*** Begin section ***
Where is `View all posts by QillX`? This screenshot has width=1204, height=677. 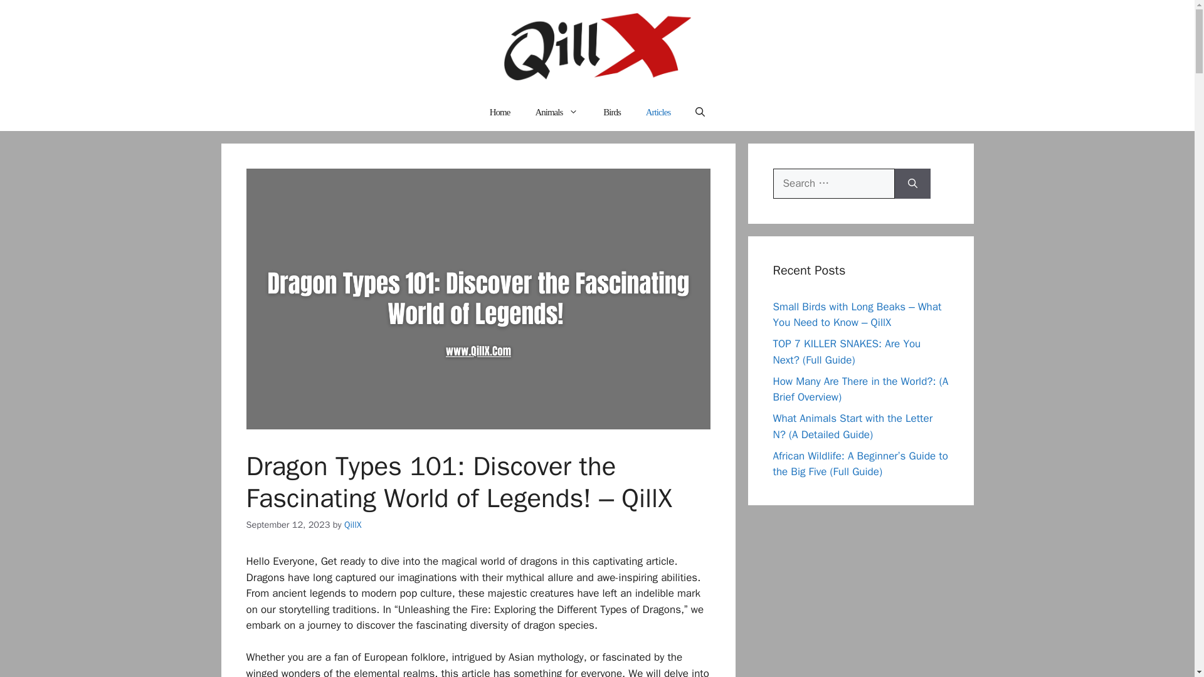
View all posts by QillX is located at coordinates (353, 524).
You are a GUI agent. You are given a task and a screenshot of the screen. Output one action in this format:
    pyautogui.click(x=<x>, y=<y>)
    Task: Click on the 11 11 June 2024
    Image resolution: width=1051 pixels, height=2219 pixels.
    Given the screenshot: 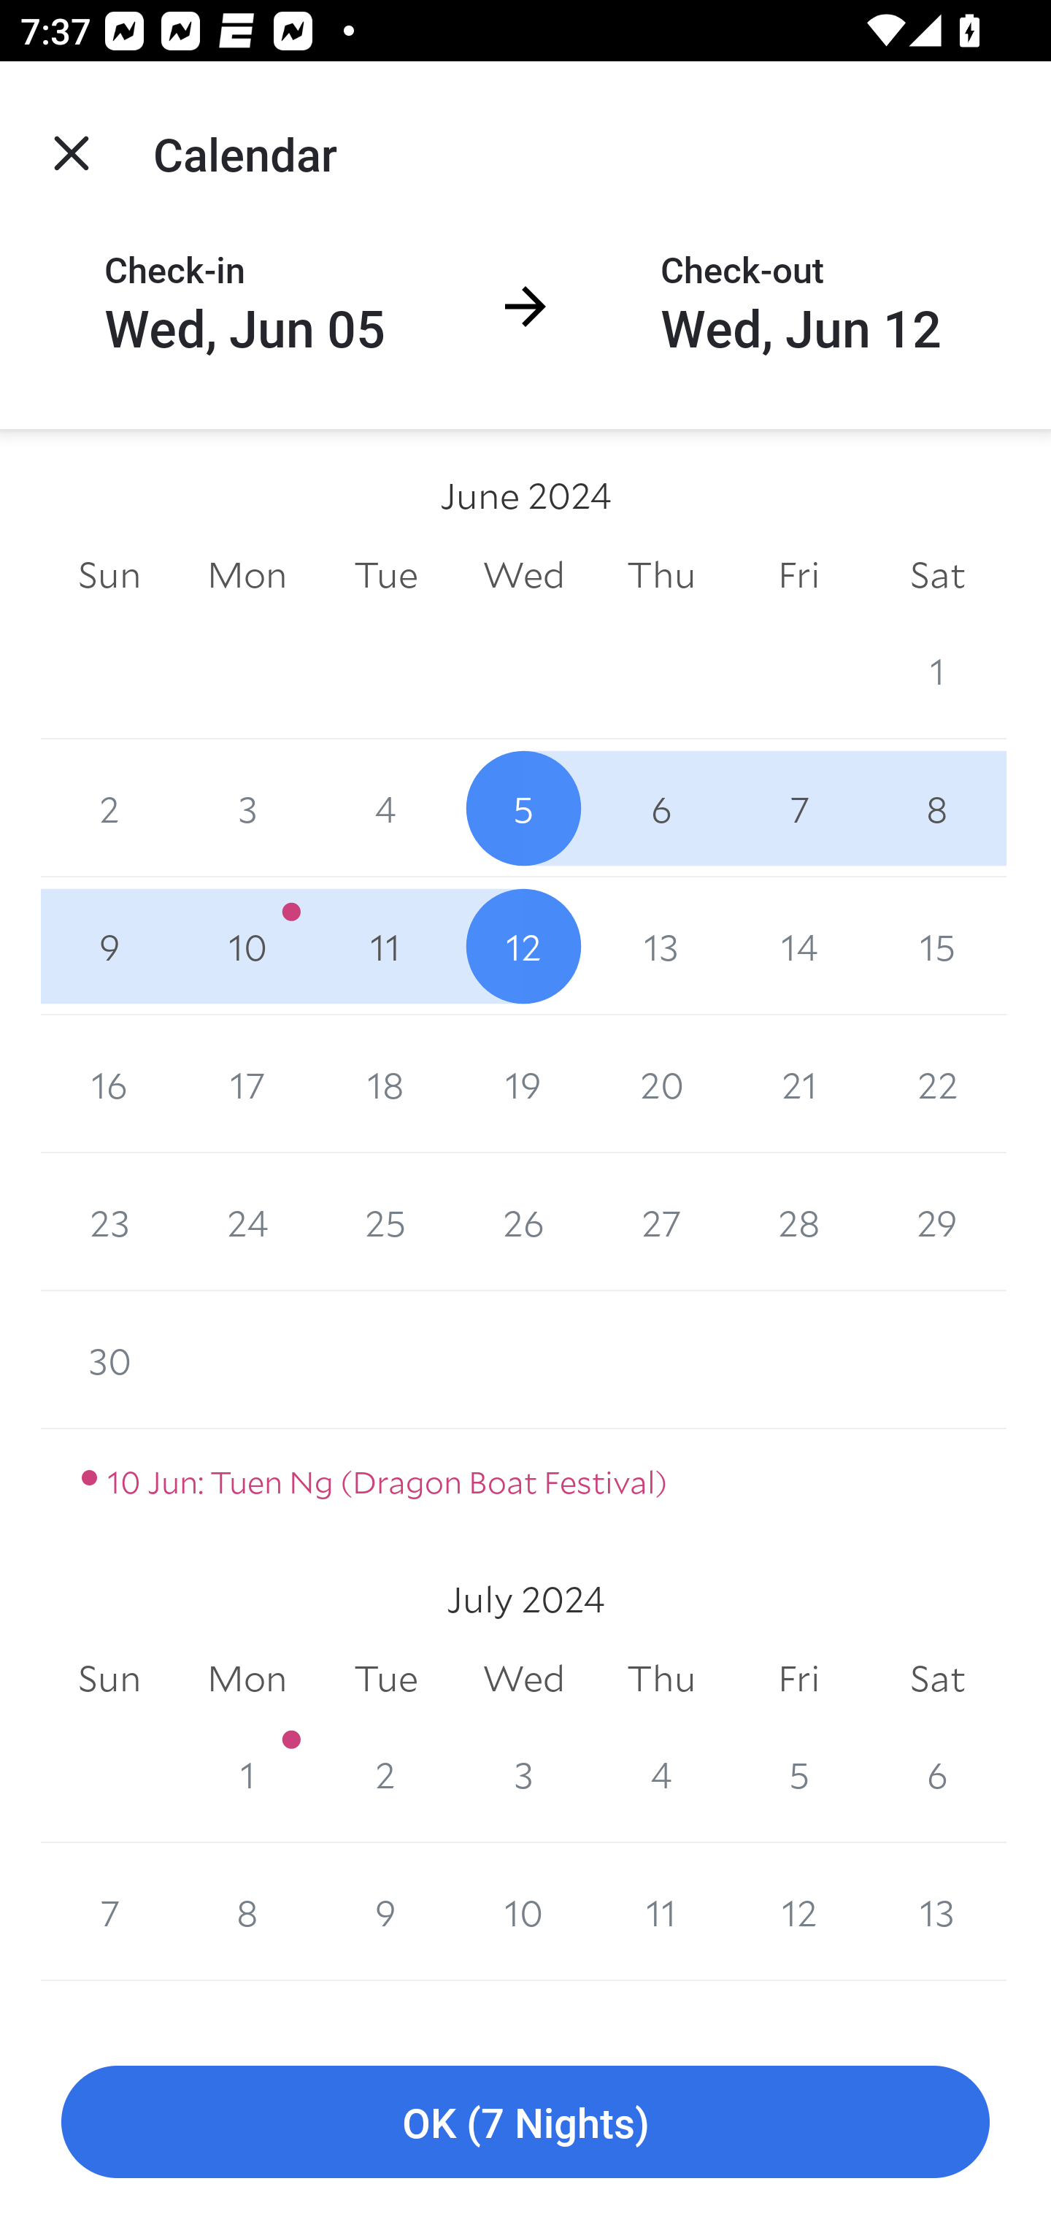 What is the action you would take?
    pyautogui.click(x=385, y=946)
    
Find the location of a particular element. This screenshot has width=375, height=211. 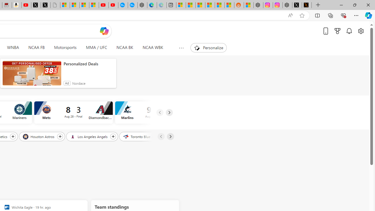

MMA / UFC is located at coordinates (97, 47).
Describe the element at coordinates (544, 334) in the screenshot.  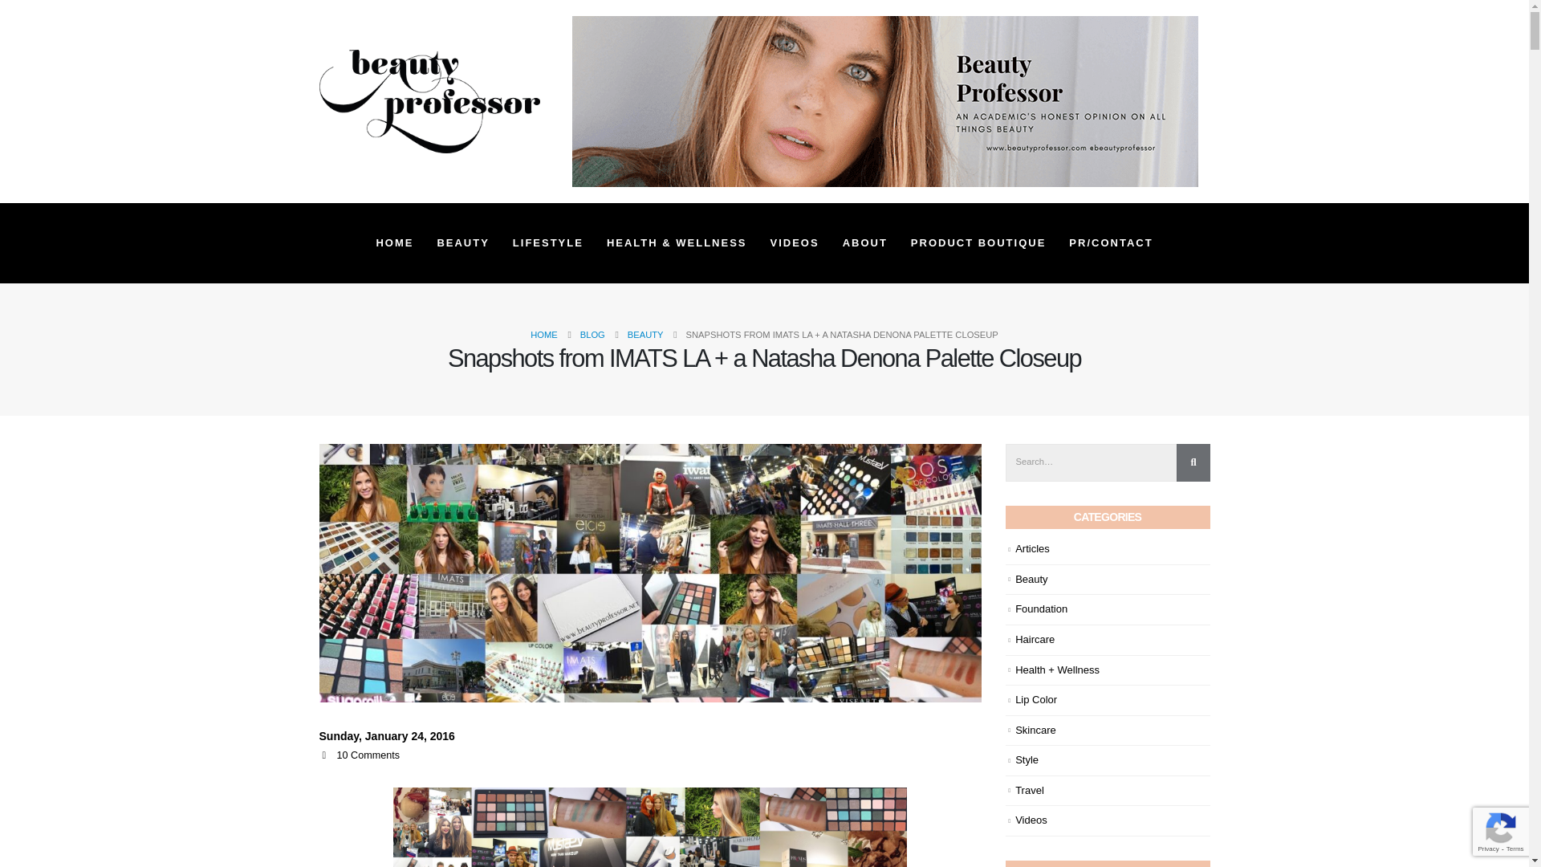
I see `Go to Home Page` at that location.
*** End section ***
An exact copy is needed of the lines from the start of the listing through the line with "pyautogui.click(x=<x>, y=<y>)", both end lines included and pictures excluded.

Where is `View all posts by QillX`? This screenshot has width=1204, height=677. 
View all posts by QillX is located at coordinates (353, 524).
You are a GUI agent. You are given a task and a screenshot of the screen. Output one action in this format:
    pyautogui.click(x=<x>, y=<y>)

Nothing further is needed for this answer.